More than 500 women and girls die in emergency settings every day due to complications arising from pregnancy and childbirth (UNFPA, 2018, p. 3). In 2017, an estimated 535 million children
(nearly one in four of the world’s children) lived in countries affected by emergencies (UNICEF, 2017). This report provides examples of organisations working in maternal, newborn and child
health (MNCH) in emergency settings and some key technical resources.
Organisations working in maternal, newborn and child health (MNCH) in humanitarian emergencies largely implement the Minimum Initial Service Package (MISP) developed by the Inter-Agency Working Group on Reproductive Health in Crises (IAWG). Programmes focus on providing a range of basic health services at the onset of an emergency and then expand on these, adding more comprehensive services. Common tools and approaches in the onset phase include:
- Mobilising surge emergency healthcare staff to provide services;
- Establishing temporary health outposts close to crisis-affected communities and designing referral systems for women and newborns in need of more comprehensive care;
- Providing mobile services;
- Ensuring health workers have the necessary supplies (equipment, drugs etc) by deploying emergency health care kits;
- Raising awareness amongst the affected population of how to access services.
Once humanitarian operations are up and running and/or a humanitarian emergency moves into the ongoing or protracted phase, common tools and approaches include rebuilding health
facilities and systems, and training national and local health care workers (WHO, 2018, p. 17). Evidence of past training includes: training mobile health workers to provide elements of basic
emergency obstetric care, blood transfusions and antenatal care in eastern Burma; and, training community health workers in Afghanistan to strengthen the link between the community and
formal health services (Casey, 2015).
Organisations implementing MNCH programming largely focus on evidence-based interventions recommended by the World Health Organization (WHO). These include childhood immunisation,
skilled birth attendants and emergency obstetric care. Proven interventions are scaled-up. For example mother and baby tents to support women to practice breastfeeding (Casey, 2015).
This review focuses on MNCH in emergency settings as defined in the following ways:
- Maternal: the health of women during pregnancy, childbirth and the postpartum period (Chi et al., 2015, p. 2);
- Newborn: the first 28 days after birth (UNICEF & Save the Children, 2018, p. 24);
- Child: up to 5 years of age as included in the World Health Organization’s continuum of care for maternal, newborn and child health (WHO, 2018, p. 10).
- Humanitarian emergencies: rapid, slow or onset situations caused by conflict, war, natural disasters or epidemic outbreaks (WHO, 2018, p. 17), resulting in a critical threat to the health, safety, security or well-being of a community or a large number of people and requiring external assistance (IAWG, 2010).

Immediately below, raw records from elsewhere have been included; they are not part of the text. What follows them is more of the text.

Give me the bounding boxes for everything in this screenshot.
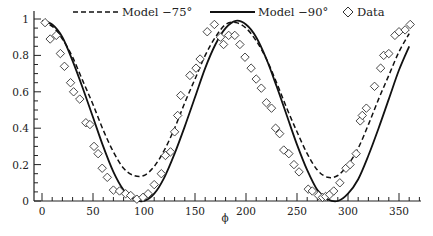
legend: Model −75° Model −90° Data — [73, 5, 385, 19]
plot-series — [41, 18, 415, 203]
x-tick-label: 150 — [185, 205, 205, 217]
data-point-diamond-icon — [98, 164, 106, 172]
x-tick-label: 300 — [338, 205, 358, 217]
data-point-diamond-icon — [336, 179, 344, 187]
data-point-diamond-icon — [103, 173, 111, 181]
x-tick-label: 50 — [86, 205, 99, 217]
legend-label-data: Data — [357, 5, 385, 19]
data-point-diamond-icon — [257, 84, 265, 92]
y-tick-label: 0.4 — [12, 122, 29, 134]
y-tick-label: 1 — [22, 13, 29, 25]
data-point-diamond-icon — [94, 149, 102, 157]
data-markers — [41, 18, 415, 203]
data-point-diamond-icon — [177, 91, 185, 99]
data-point-diamond-icon — [376, 64, 384, 72]
data-point-diamond-icon — [362, 104, 370, 112]
legend-label-model-90: Model −90° — [258, 5, 328, 19]
data-point-diamond-icon — [56, 49, 64, 57]
x-axis-title: ϕ — [221, 212, 228, 224]
data-point-diamond-icon — [90, 142, 98, 150]
data-point-diamond-icon — [76, 95, 84, 103]
y-tick-label: 0.8 — [12, 49, 29, 61]
data-point-diamond-icon — [241, 53, 249, 61]
x-tick-label: 200 — [236, 205, 256, 217]
y-tick-label: 0 — [22, 195, 29, 207]
data-point-diamond-icon — [41, 18, 49, 26]
y-tick-label: 0.6 — [12, 86, 29, 98]
y-tick-label: 0.2 — [12, 159, 29, 171]
data-point-diamond-icon — [247, 64, 255, 72]
data-point-diamond-icon — [60, 62, 68, 70]
data-point-diamond-icon — [210, 20, 218, 28]
data-point-diamond-icon — [150, 180, 158, 188]
legend-diamond-icon — [343, 7, 353, 17]
data-point-diamond-icon — [196, 55, 204, 63]
data-point-diamond-icon — [370, 82, 378, 90]
x-tick-label: 0 — [39, 205, 46, 217]
legend-label-model-75: Model −75° — [122, 5, 192, 19]
data-point-diamond-icon — [66, 79, 74, 87]
data-point-diamond-icon — [295, 168, 303, 176]
chart: Model −75° Model −90° Data 00.20.40.60.8… — [0, 0, 433, 236]
data-point-diamond-icon — [203, 28, 211, 36]
x-tick-label: 250 — [287, 205, 307, 217]
data-point-diamond-icon — [69, 88, 77, 96]
x-tick-label: 350 — [389, 205, 409, 217]
y-axis: 00.20.40.60.81 — [12, 11, 41, 207]
data-point-diamond-icon — [236, 40, 244, 48]
data-point-diamond-icon — [252, 75, 260, 83]
data-point-diamond-icon — [231, 31, 239, 39]
model-90-curve — [42, 21, 409, 202]
data-point-diamond-icon — [186, 71, 194, 79]
x-tick-label: 100 — [134, 205, 154, 217]
data-point-diamond-icon — [290, 160, 298, 168]
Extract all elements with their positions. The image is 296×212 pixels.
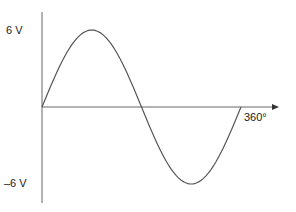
x-axis-arrow-icon (272, 104, 279, 110)
sine-chart (0, 0, 296, 212)
x-end-label: 360° (244, 111, 267, 123)
y-max-label: 6 V (6, 24, 23, 36)
y-min-label: –6 V (4, 177, 27, 189)
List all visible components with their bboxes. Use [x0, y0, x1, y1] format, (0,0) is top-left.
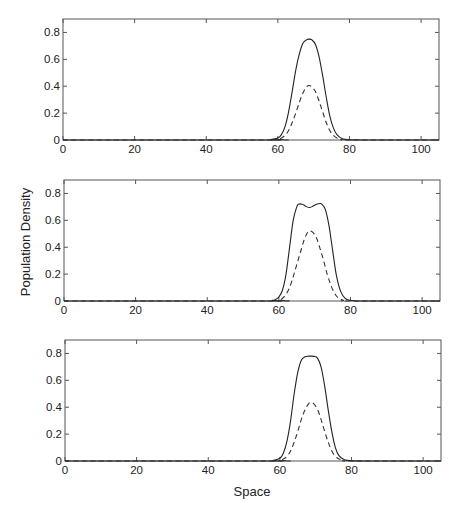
x-tick-label: 40	[200, 143, 213, 155]
y-axis-label: Population Density	[18, 187, 33, 296]
x-tick-label: 80	[344, 304, 357, 316]
x-tick-label: 20	[129, 304, 142, 316]
series-solid-line	[64, 203, 440, 301]
panel-3: 02040608010000.20.40.60.8	[46, 340, 441, 476]
x-axis-label: Space	[234, 484, 271, 499]
y-tick-label: 0.6	[45, 214, 61, 226]
plot-frame	[64, 180, 440, 301]
y-tick-label: 0.4	[44, 80, 61, 92]
x-tick-label: 20	[128, 143, 141, 155]
series-dashed-line	[63, 86, 439, 140]
y-tick-label: 0.8	[44, 26, 60, 38]
y-tick-label: 0.2	[44, 107, 60, 119]
x-tick-label: 60	[273, 464, 286, 476]
series-dashed-line	[64, 231, 440, 301]
series-solid-line	[63, 39, 439, 140]
x-tick-label: 40	[201, 304, 214, 316]
x-tick-label: 80	[343, 143, 356, 155]
y-tick-label: 0.8	[45, 187, 61, 199]
y-tick-label: 0	[55, 295, 61, 307]
x-tick-label: 100	[412, 143, 431, 155]
y-tick-label: 0.8	[46, 347, 62, 359]
x-tick-label: 60	[272, 304, 285, 316]
x-tick-label: 0	[61, 304, 67, 316]
y-tick-label: 0.2	[45, 268, 61, 280]
plot-frame	[63, 19, 439, 140]
x-tick-label: 100	[413, 304, 432, 316]
figure: 02040608010000.20.40.60.802040608010000.…	[0, 0, 458, 507]
y-tick-label: 0.4	[46, 401, 63, 413]
y-tick-label: 0.4	[45, 241, 62, 253]
x-tick-label: 0	[62, 464, 68, 476]
panels: 02040608010000.20.40.60.802040608010000.…	[44, 19, 441, 476]
x-tick-label: 100	[414, 464, 433, 476]
panel-1: 02040608010000.20.40.60.8	[44, 19, 439, 155]
y-tick-label: 0	[56, 455, 62, 467]
y-tick-label: 0.2	[46, 428, 62, 440]
panel-2: 02040608010000.20.40.60.8	[45, 180, 440, 316]
series-dashed-line	[65, 403, 441, 462]
series-solid-line	[65, 356, 441, 461]
x-tick-label: 20	[130, 464, 143, 476]
x-tick-label: 40	[202, 464, 215, 476]
plot-frame	[65, 340, 441, 461]
y-tick-label: 0.6	[46, 374, 62, 386]
y-tick-label: 0.6	[44, 53, 60, 65]
y-tick-label: 0	[54, 134, 60, 146]
x-tick-label: 80	[345, 464, 358, 476]
x-tick-label: 60	[271, 143, 284, 155]
x-tick-label: 0	[60, 143, 66, 155]
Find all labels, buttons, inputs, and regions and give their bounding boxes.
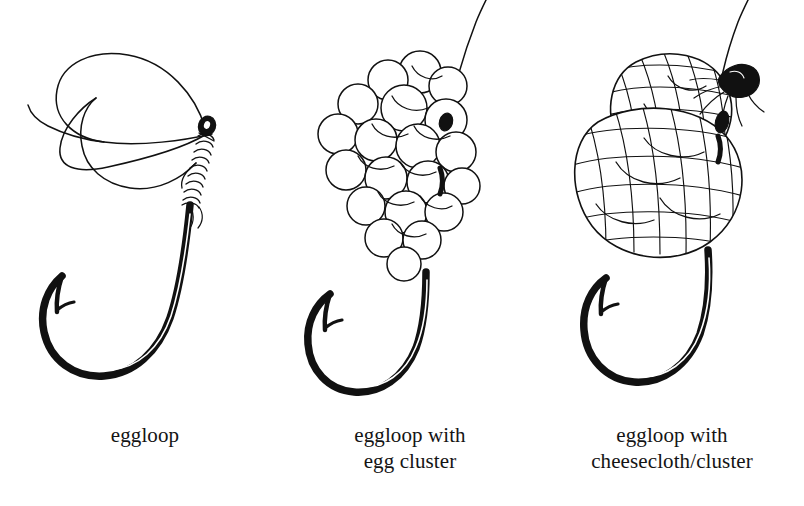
hook-shank-stroke	[43, 205, 190, 376]
wrapped-shank-knot	[440, 168, 442, 194]
hook-barb	[601, 304, 618, 312]
panel-caption: eggloop with egg cluster	[280, 423, 540, 474]
hook-shank-highlight	[640, 258, 710, 377]
eggloop-egg-cluster-illustration	[280, 0, 540, 410]
eggloop-cheesecloth-illustration	[540, 0, 804, 410]
hook	[43, 205, 190, 376]
monofilament-loop	[56, 54, 212, 189]
figure-panel-eggloop-cheesecloth-cluster: eggloop with cheesecloth/cluster	[540, 0, 804, 506]
wrapped-shank-knot	[718, 136, 720, 162]
figure-sheet: eggloop	[0, 0, 804, 506]
caption-line: egg cluster	[280, 449, 540, 475]
eggloop-illustration	[0, 0, 290, 410]
caption-line: cheesecloth/cluster	[540, 449, 804, 475]
figure-panel-eggloop-egg-cluster: eggloop with egg cluster	[280, 0, 540, 506]
caption-line: eggloop with	[540, 423, 804, 449]
knot-loose-end-a	[198, 207, 202, 228]
panel-caption: eggloop with cheesecloth/cluster	[540, 423, 804, 474]
egg-cluster	[318, 51, 480, 281]
hook	[584, 250, 710, 382]
hook-barb	[325, 320, 342, 328]
hook-shank-highlight	[110, 214, 190, 370]
caption-line: eggloop with	[280, 423, 540, 449]
hook	[308, 272, 427, 392]
panel-caption: eggloop	[0, 423, 290, 449]
figure-panel-eggloop: eggloop	[0, 0, 290, 506]
caption-line: eggloop	[0, 423, 290, 449]
hook-barb	[57, 302, 74, 310]
hook-shank-stroke	[584, 250, 709, 382]
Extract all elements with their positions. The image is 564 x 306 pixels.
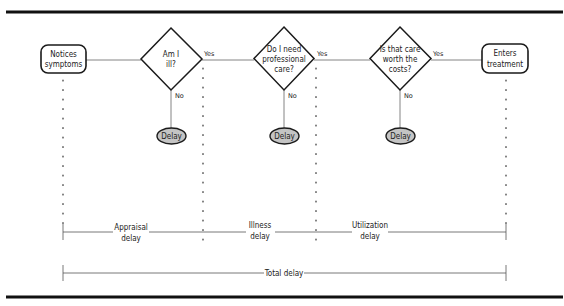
decision-1-no-label: No xyxy=(175,92,184,100)
decision-1-yes-label: Yes xyxy=(203,50,215,58)
decision-1-line2: ill? xyxy=(166,60,176,69)
illness-label-line1: Illness xyxy=(249,221,272,230)
decision-need-professional-care: Do I need professional care? Yes No Dela… xyxy=(254,27,328,144)
decision-2-yes-label: Yes xyxy=(316,50,328,58)
decision-2-no-label: No xyxy=(288,92,297,100)
span-appraisal-delay: Appraisal delay xyxy=(114,223,148,243)
total-delay-label: Total delay xyxy=(264,269,304,278)
decision-care-worth-costs: Is that care worth the costs? Yes No Del… xyxy=(370,27,444,144)
utilization-label-line2: delay xyxy=(360,232,380,241)
decision-3-line2: worth the xyxy=(383,55,418,64)
start-box-line2: symptoms xyxy=(45,60,83,69)
illness-label-line2: delay xyxy=(250,232,270,241)
decision-1-line1: Am I xyxy=(163,50,179,59)
decision-3-no-label: No xyxy=(404,92,413,100)
decision-3-line1: Is that care xyxy=(380,45,421,54)
utilization-label-line1: Utilization xyxy=(352,221,388,230)
decision-3-line3: costs? xyxy=(389,65,412,74)
start-box-notices-symptoms: Notices symptoms xyxy=(41,45,86,73)
end-box-line2: treatment xyxy=(487,60,523,69)
appraisal-label-line1: Appraisal xyxy=(114,223,148,232)
span-illness-delay: Illness delay xyxy=(249,221,272,241)
start-box-line1: Notices xyxy=(50,50,77,59)
decision-2-line3: care? xyxy=(274,65,294,74)
decision-am-i-ill: Am I ill? Yes No Delay xyxy=(141,28,215,144)
delay-node-3-label: Delay xyxy=(390,132,411,141)
delay-node-1-label: Delay xyxy=(161,132,182,141)
end-box-enters-treatment: Enters treatment xyxy=(482,44,528,73)
decision-3-yes-label: Yes xyxy=(432,50,444,58)
span-utilization-delay: Utilization delay xyxy=(352,221,388,241)
delay-node-2-label: Delay xyxy=(274,132,295,141)
decision-2-line2: professional xyxy=(262,55,306,64)
delay-model-diagram: Notices symptoms Enters treatment Am I i… xyxy=(0,0,564,306)
appraisal-label-line2: delay xyxy=(121,234,141,243)
end-box-line1: Enters xyxy=(493,49,516,58)
dotted-guides xyxy=(63,68,506,240)
decision-2-line1: Do I need xyxy=(267,45,302,54)
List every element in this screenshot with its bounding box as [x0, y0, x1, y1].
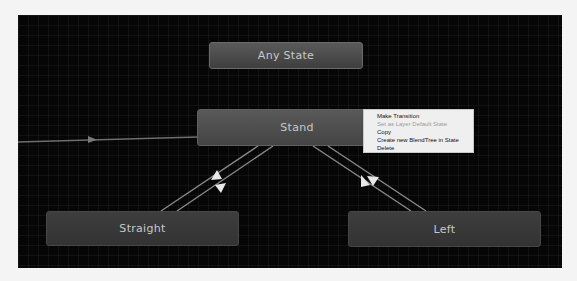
- state-label: Stand: [280, 121, 314, 134]
- menu-item-set-default-state: Set as Layer Default State: [364, 120, 473, 128]
- transition-stand-straight[interactable]: [161, 146, 273, 211]
- state-node-any-state[interactable]: Any State: [209, 42, 363, 69]
- transition-stand-left[interactable]: [313, 146, 426, 211]
- state-label: Straight: [119, 222, 165, 235]
- state-label: Left: [434, 223, 456, 236]
- state-node-left[interactable]: Left: [348, 211, 541, 247]
- context-menu: Make Transition Set as Layer Default Sta…: [363, 109, 474, 153]
- menu-item-make-transition[interactable]: Make Transition: [364, 112, 473, 120]
- menu-item-create-blendtree[interactable]: Create new BlendTree in State: [364, 136, 473, 144]
- state-label: Any State: [258, 49, 314, 62]
- arrow-icon: [88, 136, 97, 143]
- menu-item-copy[interactable]: Copy: [364, 128, 473, 136]
- animator-graph-canvas[interactable]: Any State Stand Straight Left: [18, 15, 562, 268]
- menu-item-delete[interactable]: Delete: [364, 144, 473, 152]
- state-node-straight[interactable]: Straight: [46, 211, 239, 246]
- entry-transition[interactable]: [18, 136, 198, 143]
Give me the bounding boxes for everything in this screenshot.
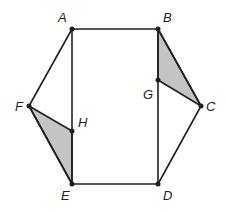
label-c: C [206, 99, 216, 114]
segment-cd [158, 106, 201, 184]
label-h: H [78, 115, 88, 130]
label-b: B [163, 10, 172, 25]
point-e [70, 182, 75, 187]
point-b [156, 27, 161, 32]
hexagon-diagram: A B C D E F G H [0, 0, 226, 212]
label-f: F [15, 99, 24, 114]
label-d: D [163, 188, 172, 203]
point-f [27, 104, 32, 109]
point-d [156, 182, 161, 187]
diagram-canvas: A B C D E F G H [0, 0, 226, 212]
point-g [156, 78, 161, 83]
point-a [70, 27, 75, 32]
label-g: G [143, 87, 153, 102]
label-e: E [61, 188, 70, 203]
segment-fa [29, 29, 72, 106]
point-c [199, 104, 204, 109]
label-a: A [57, 10, 67, 25]
point-h [70, 129, 75, 134]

- MNCH programming may involve working with refugees and internally displaced persons (IDPs) living in camps, settlements or urban areas and establishing primary health care posts, and/or working within existing damaged health systems or host country health systems.
This review identified a number of organisations with MNCH programming, including implementing, advisory and advocacy organisations. Evidence of MNCH programming in the onset and protracted phases of a humanitarian emergency is easily identifiable, including service provision and common implementation challenges. A number of organisations work with a standardised model of services including the three levels of the healthcare system (community, health centre and hospital) and the types of services that should be available at these levels. Less easily identifiable were examples of programming for transitioning from the emergency to post-emergency phase and rebuilding health systems. A large number of the organisations reviewed for this report emphasised the importance of highly trained staff, particularly skilled birth attendants to improve maternal and newborn outcomes. However, only two organisations, Management Sciences for Health and International Medical Corps, had well-defined midwife training programmes.